THE HISTORY OF DYNACO

Founded by hi-fi pioneer David Hafler and Ed Laurent in 1955, a small company by the name of Dynaco unknowingly would become the most popular tube amplifier company of all time.

Five years prior in 1950, David Hafler and his friend Herb Keroes started up the company Acrosound, dedicated to building audio quality output transformers. While the two are often credited for creating the “Ultralinear” transformer, their work was an expansion of a circuit design by Alan Blumlein that never came to fruition. The secret to Blumlein’s clever design was to use taps from the output transformer to feed signal back into the output stage circuitry. The Acrosound transformer circuit quickly became a staple in the early 1950s for electronic hobbyists building their own amplifiers.

Following the success of their transformers, David Hafler began selling entire amplifiers as build-it-yourself kits—a rather novel idea for the time. This allowed the average audio enthusiast to follow a schematic, choose the power of their output transformer, select specific tubes and customize their own unique amp. What made Hafler’s idea different than the rest at the time was that his circuit boards came preassembled, freeing up a considerable amount of time for the purchaser. Allegedly due to differences of opinion over kit production, David and Herb went their separate ways in 1954.

During a visit to Brociner Electronics in New York, Hafler met Ed Laurent who was also designing power amplifiers at the time; they joined forces in 1955 as Dyna Company. Soon after incorporation, Dynaco announced the Mk. II 50-watt amplifier that came available as either a kit or preassembled. This sold for many years, superseded only by the soon-to-be-classic Mk, III 60-watt unit. As they gained momentum in the emerging hi-fi market, Dynaco relocated to a former chocolate factory with an old walk-in refrigerator that served as a well-isolated listening room.

Demand for Mk. II, Mk. III and PAM-1 preamp allowed the company to offer some new products: most notably the Dynaco Stereo 70. With the help of Bob Tucker, the ST-70 was designed in 1959 to reduce distortion and improve audio quality with four EL34 output tubes, a GZ34 rectifier tube, two 7199 input driver tubes, two ultralinear output transformers and a power transformer. At the time, solid-state amps were dominating the market and the ST-70 was available at a surprisingly affordable price. More than 350,000 ST-70 amplifiers had been sold when production finally ceased, making the ST 70 the most popular tube power amplifier ever made.

In the following years with Ed Laurent as Chief Engineer, Dynaco produced a multitude of hi-fi products including the FM-1 stereo tuner, the A-25 bookshelf loudspeakers, a range of solid-state amps and the Dynaquad integrated system matrix to create “4-dimensional” sound from stereo recordings. In the late 1970s, Dynaco released a short-lived set of new loudspeakers developed by Ed Laurent, the Phase III. The speakers were well regarded by the audiophile community, but their introduction was apparently too late to make any strong impression in the marketplace, and Ed Laurent left shortly afterward to join SEAS Corporation. Dynaco was acquired by ESS Labs, LLC in 1979, and its assets acquired by Stereo Cost Cutters. The Dynaco division was closed in 1980.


- [Problem description] What you return must match, exactly, the lines running from the one containing "Identify the location" to the end of the data, both included, and must contain no pictures.

- [Data supplied]
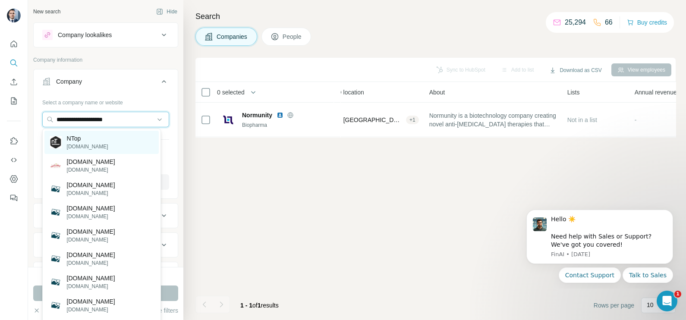 The width and height of the screenshot is (686, 320). What do you see at coordinates (45, 311) in the screenshot?
I see `button: Clear` at bounding box center [45, 311].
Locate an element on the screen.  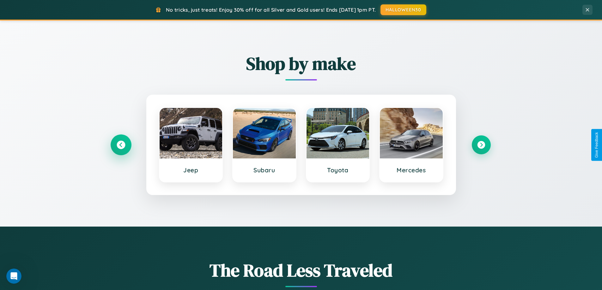
h1: The Road Less Traveled is located at coordinates (301, 270).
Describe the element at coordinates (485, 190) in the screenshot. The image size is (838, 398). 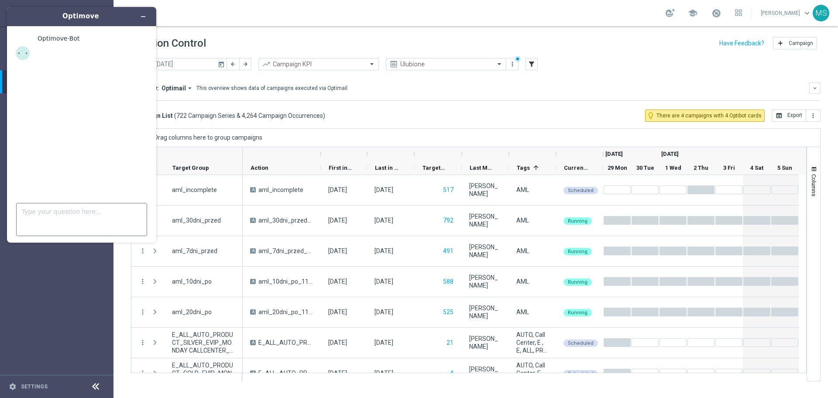
I see `div: Patryk Przybolewski` at that location.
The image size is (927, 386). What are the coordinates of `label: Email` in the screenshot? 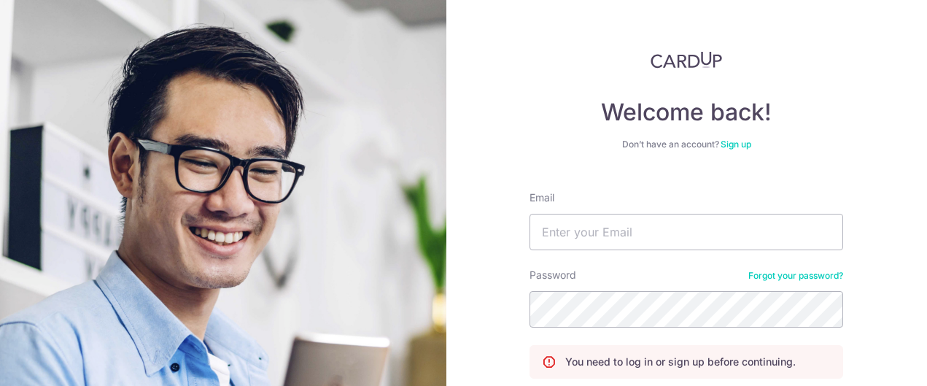 It's located at (542, 198).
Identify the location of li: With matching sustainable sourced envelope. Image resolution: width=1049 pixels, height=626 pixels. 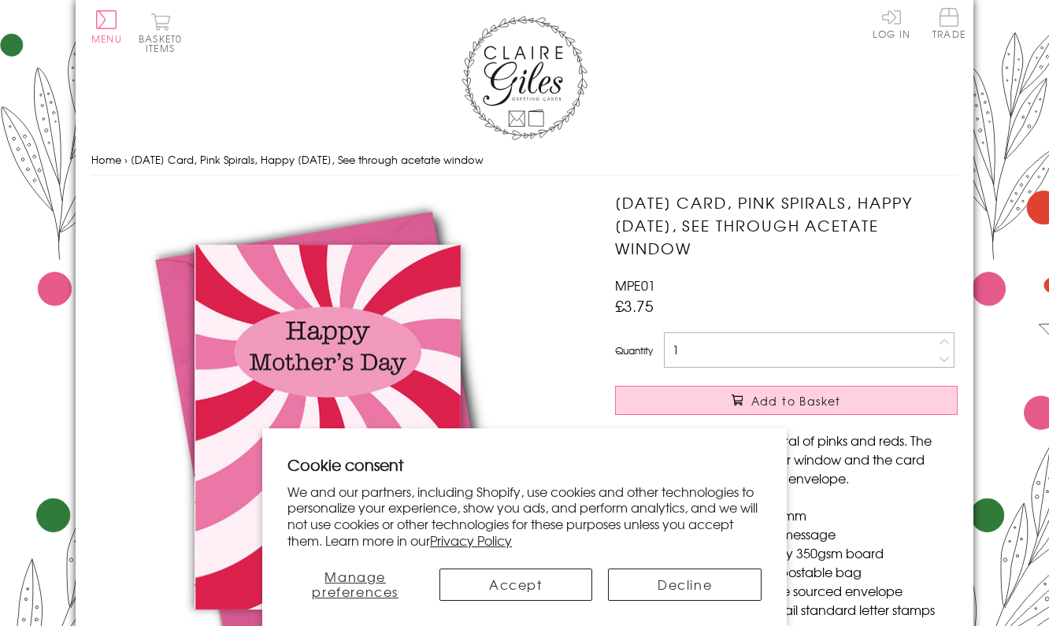
(793, 590).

- [Answer space]
Identify the location of li: With matching sustainable sourced envelope. Image resolution: width=1049 pixels, height=626 pixels. 
(793, 590).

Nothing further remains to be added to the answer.